Hyperloop Technologies hopes to have its first test track up and running in Los Angeles in 2016.

Robert Lloyd has been named CEO of Hyperloop Technologies, and plans to raise $80 million in Series B round funding.

The company’s goal is to make a cheap, reliable form of public transportation that allows people to travel from Los Angeles to San Francisco in 30 minutes, revolutionizing the concept of the commute. The levitating pods will travel at 750mph through a tube.

Lloyd worked for Cisco for 20 years, including as its president, and as an entrepreneur for 10. He joins the company at a time of major growth: Hyperloop Technologies now has a three-acre campus in Los Angeles, with more than 50 full time employees.

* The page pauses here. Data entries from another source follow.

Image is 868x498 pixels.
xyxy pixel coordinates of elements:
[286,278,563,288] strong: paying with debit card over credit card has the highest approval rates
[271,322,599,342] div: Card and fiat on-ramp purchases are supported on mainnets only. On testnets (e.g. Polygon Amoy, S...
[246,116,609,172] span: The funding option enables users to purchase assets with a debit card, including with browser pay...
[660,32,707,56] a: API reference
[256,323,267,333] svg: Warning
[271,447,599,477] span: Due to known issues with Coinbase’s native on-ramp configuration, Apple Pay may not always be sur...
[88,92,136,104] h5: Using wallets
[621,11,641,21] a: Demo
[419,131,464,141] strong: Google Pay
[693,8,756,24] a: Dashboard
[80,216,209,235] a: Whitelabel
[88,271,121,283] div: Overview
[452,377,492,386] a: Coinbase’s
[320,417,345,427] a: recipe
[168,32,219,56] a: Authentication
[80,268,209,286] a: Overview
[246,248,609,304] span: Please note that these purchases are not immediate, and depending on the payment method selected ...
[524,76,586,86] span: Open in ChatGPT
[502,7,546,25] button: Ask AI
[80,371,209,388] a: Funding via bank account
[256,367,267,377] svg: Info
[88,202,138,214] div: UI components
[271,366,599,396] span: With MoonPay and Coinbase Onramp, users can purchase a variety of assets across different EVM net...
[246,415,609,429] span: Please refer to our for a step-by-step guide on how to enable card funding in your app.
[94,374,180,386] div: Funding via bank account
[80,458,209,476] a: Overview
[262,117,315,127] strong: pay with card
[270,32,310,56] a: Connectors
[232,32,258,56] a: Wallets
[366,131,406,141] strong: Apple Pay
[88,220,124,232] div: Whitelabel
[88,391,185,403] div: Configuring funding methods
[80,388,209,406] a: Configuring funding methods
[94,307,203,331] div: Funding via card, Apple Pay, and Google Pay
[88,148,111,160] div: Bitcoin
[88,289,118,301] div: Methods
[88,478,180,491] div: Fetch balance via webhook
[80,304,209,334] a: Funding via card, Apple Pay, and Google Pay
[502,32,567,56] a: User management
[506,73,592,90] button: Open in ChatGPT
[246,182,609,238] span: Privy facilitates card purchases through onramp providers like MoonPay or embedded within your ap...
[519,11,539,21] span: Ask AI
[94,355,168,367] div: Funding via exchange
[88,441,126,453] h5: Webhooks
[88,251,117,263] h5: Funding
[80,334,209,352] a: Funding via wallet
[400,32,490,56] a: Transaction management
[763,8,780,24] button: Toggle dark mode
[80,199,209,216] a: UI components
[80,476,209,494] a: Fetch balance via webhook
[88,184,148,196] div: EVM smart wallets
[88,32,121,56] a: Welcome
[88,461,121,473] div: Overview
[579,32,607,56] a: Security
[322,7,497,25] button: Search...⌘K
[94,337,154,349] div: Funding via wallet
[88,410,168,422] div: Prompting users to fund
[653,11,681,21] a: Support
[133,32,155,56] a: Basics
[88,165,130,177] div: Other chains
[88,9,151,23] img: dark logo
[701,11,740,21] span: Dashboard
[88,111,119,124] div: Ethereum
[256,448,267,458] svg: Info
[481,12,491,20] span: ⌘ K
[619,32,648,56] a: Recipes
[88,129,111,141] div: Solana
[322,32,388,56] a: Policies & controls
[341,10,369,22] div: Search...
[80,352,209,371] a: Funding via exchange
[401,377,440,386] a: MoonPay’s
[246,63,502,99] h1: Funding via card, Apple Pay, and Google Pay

He takes over from CEO Brogan BamBrogan, who founded the company in 2014 with Shervin Pishevar. BamBrogan will now serve as the company’s CTO.

Lloyd compared working on the Hyperloop to his time working with the Internet when he was at Cisco: “Hyperloop will become a global network of connected technologies except we will be moving atoms, not bits, and will do so faster, cheaper, safer and greener. Some people and companies will resist the disruption we will create, just as they did when we talked about carrying all forms of data, voice, video and mobile traffic on the Internet. Their doubts will just make us stronger and more determined.”

Former Snapchat COO and Facebook and Google veteran Emily White will also be joining the company as an advisor and board observer.

The engineers at Hyperloop Technologies are pioneering several designs necessary for the revolutionary form of transportation, including compressors that reduce the drag on the high-speed tubes, air bearings or magnetic levitation, electric linear motors for propulsion, and strong, cost-efficient material for the tube itself.

The company’s first customers – and therefore the location of the first commercial tube – haven’t yet come forward, and Lloyd says that he sees Hyperloop as a global company. One of their next steps is to develop connections with other large-scale engineering, construction, and transportation companies.

Hyperloop Technologies hopes to have its first test track up and running in Los Angeles in late 2016 or early 2016, with a commercially viable family of products available by 2020.

“The excitement and innovation that the Hyperloop team is driving daily is infectious,” Lloyd said. “I knew I wanted “in” from the first time I visited and watched as the first full size tubes were delivered.”